The State Auditor’s Office has begun using a new Web-based tool to increase nonprofit organizations’ compliance with state reporting standards. The auditor’s office now posts on its Web site a list of all nonprofit organizations receiving state grants that are not in compliance with reporting requirements.

According to the most recent noncompliance report, dated through June 30, 459 private organizations were listed as having failed to file required reports with the auditor’s office. Those nonprofits received a total of $49.6 million in grants last year.

Grantees have been required to annually file an “activities and accomplishments” report with the auditor’s office and with the granting agency, as well as a report of receipts and expenditures that explain how the state money was used. The new reporting on noncompliant groups will be updated monthly on the auditor’s Web site, an increase in frequency from its annual reporting in the past.

“Taxpayers expect grantees who spend taxpayer money to comply with a schedule of public reports that lends itself towards an open accounting,” Auditor Les Merritt said in a press release. “But we’ve found that once grantees understand the rules, and that they’re being enforced, they have done a good job at complying.”

Despite the public disclosure intentions, however, not all the kinks in the system apparently have been worked out. According to the Department of Health and Human Services, at least nine of its grantees on the noncompliance report shouldn’t have been listed there. The auditor’s office could not confirm that, but allowed for the possibility.

For example, the recipient with the largest grant on the noncompliance list was Cape Fear Tutoring, Inc. in Wilmington, which provides tutoring services to children and adults, and sponsors day-care homes and centers in the USDA’s Child and Adult Care Food Program. The auditor listed its grant amount last year as almost $9.6 million.

But an official with Cape Fear Tutoring said in a telephone interview that it was listed on the report in error. Debbie Crane, a spokeswoman for DHHS, validated that claim.

“Cape Fear Tutoring definitely shouldn’t be there,” she said.

Crane chalked up the error to a problem in communication between DHHS and the auditor’s office. She said auditor officials sent their noncompliance list to various state agencies last month to verify that the organizations on their report should be there. She said either the agency’s response didn’t get to the auditor in time or it didn’t get there at all. She said the auditor has the correct information now and is reviewing it.

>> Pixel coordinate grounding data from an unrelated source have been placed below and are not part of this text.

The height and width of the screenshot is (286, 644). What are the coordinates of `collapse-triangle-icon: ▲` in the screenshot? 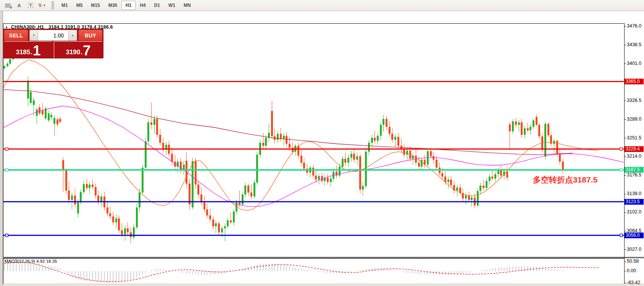 It's located at (6, 27). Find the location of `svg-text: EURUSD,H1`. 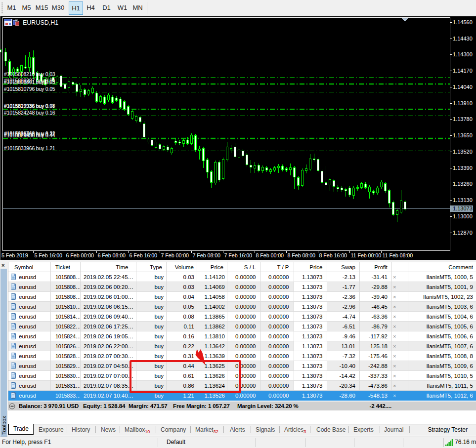

svg-text: EURUSD,H1 is located at coordinates (41, 23).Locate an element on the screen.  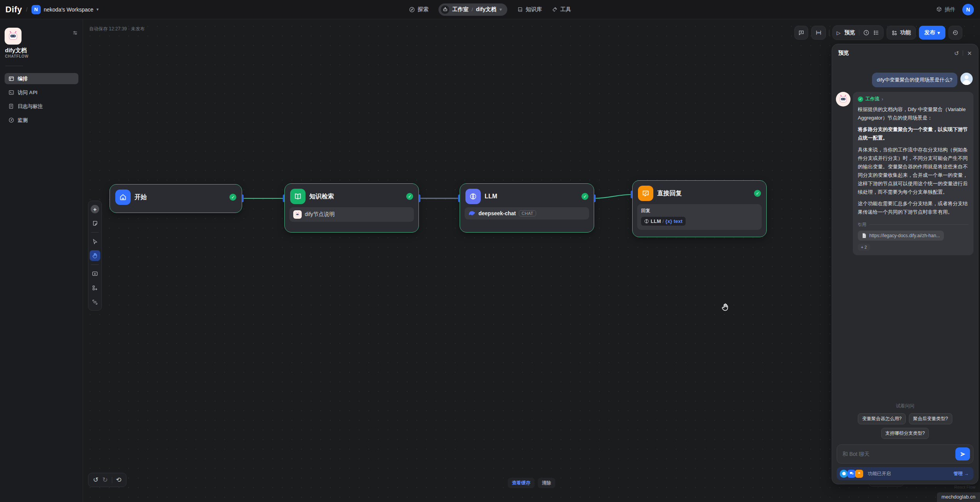
hand-cursor is located at coordinates (725, 307).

But Chris Mears, Merritt’s spokesman, said the nonprofits have been required to file the reports with both the granting agencies and the auditor’s office, so both should have had the reports. He said the “check” with the agencies was done to verify its own records.

“That’s a courtesy [to the nonprofits], because we don’t want to give a black mark to a (nonprofit) that is not deserving,” Mears said. He also said the laws changed effective July 1, and now nonprofits are now only required to file reports with the granting agencies, which are in turn required to send copies to the auditor.

Mears and Crane said there were still a few minor problems to work out in the process, but were optimistic about the new reporting.

“I think it’s a really good idea,” Crane said. “I think it’s going to be helpful in the long run. People are going to be a lot more careful about their reviews.”

The auditor’s Web site is at www.ncauditor.net and the list of grantees in non-compliance can be found in the upper right-hand corner of the main home page.

The information includes the name of the grantee and the funding agency, the dollar amount of the grant and the reason for non-compliance. The grantee list will be updated at the end of every month, according to the auditor’s office.

Over the past few years, the number of grantees that have complied with the reporting requirements has been improving, Merritt said in his press release. In his first full fiscal year (2005- 2006), the number of noncompliant grantees that were placed on the official suspension list has decreased from 437 to 91, he said, representing an approximately 80 percent increase in compliance.

“I know over here [at DHHS] the review process is going to be taken very seriously,” Crane said, “because you’re talking about reputations.”

Paul Chesser ([email protected]) is associate editor of Carolina Journal.